Caryn Marooney, Silicon Valley communications professional turned venture capitalist, spoke extensively on storytelling at TechCrunch Early Stage: Marketing and Fundraising. During her talk, she broke down messaging into four critical parts.
Marooney knows what she’s talking about: Throughout her time in Silicon Valley, she helped companies like Salesforce, Amazon, Facebook and more launch products and maintain messaging. In 2019, she left Facebook, where she was VP of technology communication, and joined Coatue Management as a general partner.
The presentation is summarized below and lightly edited for readability. Marooney breaks down her method into the acronym of RIBS: Relevance, Inevitability, Believability and keeping it Simple. A video of her presentation is also embedded below and contains 20 minutes of Q&A where she answers audience questions and covers a lot of ground.

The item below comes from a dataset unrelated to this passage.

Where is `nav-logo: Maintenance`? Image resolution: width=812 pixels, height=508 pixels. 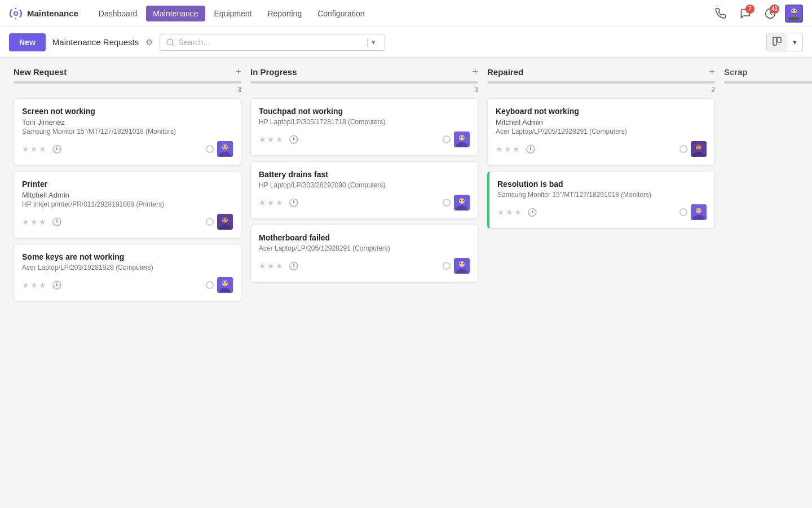 nav-logo: Maintenance is located at coordinates (44, 14).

Marooney has written extensively on this subject for TechCrunch, including this article, where she describes her RIBS method in detail. Last month, she expanded on this topic with her go-to-market strategy around building a hamburger.

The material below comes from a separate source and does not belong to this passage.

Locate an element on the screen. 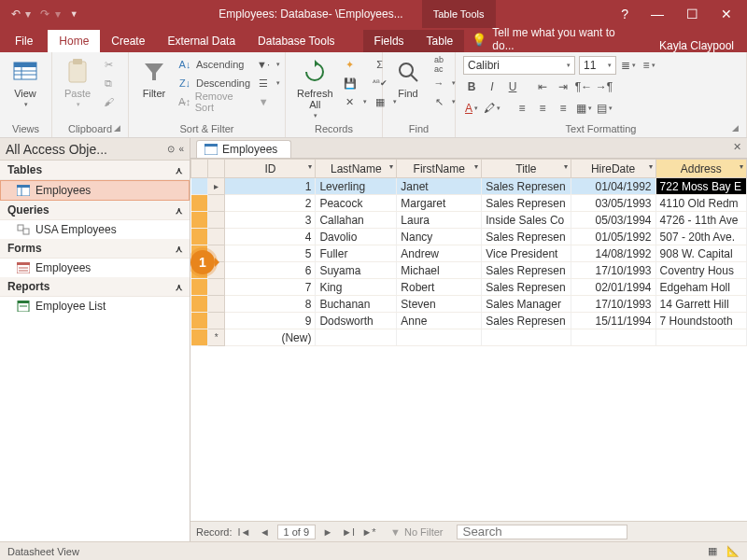  table-row: 4 Davolio Nancy Sales Represen 01/05/199… is located at coordinates (469, 237).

‘The gift of editing is critical. Do not just write all your ideas and get very excited about what you think and ship it.’
Relevant
Why should anyone care? Does anyone care? That’s the point Marooney is making here. The message must be relevant to the audience before anything else.

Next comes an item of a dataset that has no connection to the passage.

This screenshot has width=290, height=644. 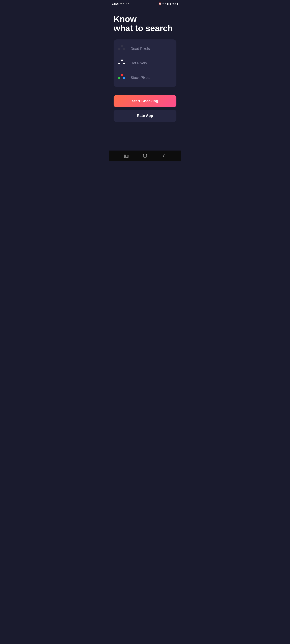 I want to click on feature-card: Dead Pixels Hot Pixels Stu, so click(x=145, y=63).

The very first thing is why anyone should care. And it’s important to remember that as a startup, you’re in a situation where nobody knows you. And nobody thinks, “Oh, I should really care about this. So you need to be very specific about who your audiences are and why they should care and why it matters to them. Early on, too. Relevance is usually to a very small audience, and you earn the right every day to expand that audience.
So, for example, when I was first working with Salesforce, it was a very narrow set of salespeople, for small- and medium-sized businesses, there was always the sense that it was going to be a cloud provider for companies of every size, but you have to start somewhere. And when you’re starting somewhere, you can paint the bigger picture. But you have to be specific about the benefits to your smaller audience. (Timestamp: 1:48)
Inevitable
In addition to talking about Tesla, Marooney uses the counter-example of the Segway, which shows a great idea alone is not enough. Even though Segways were introduced as a world-changing mode of transportation, in 2021, Segways are mainly only used by mall cops and tourists.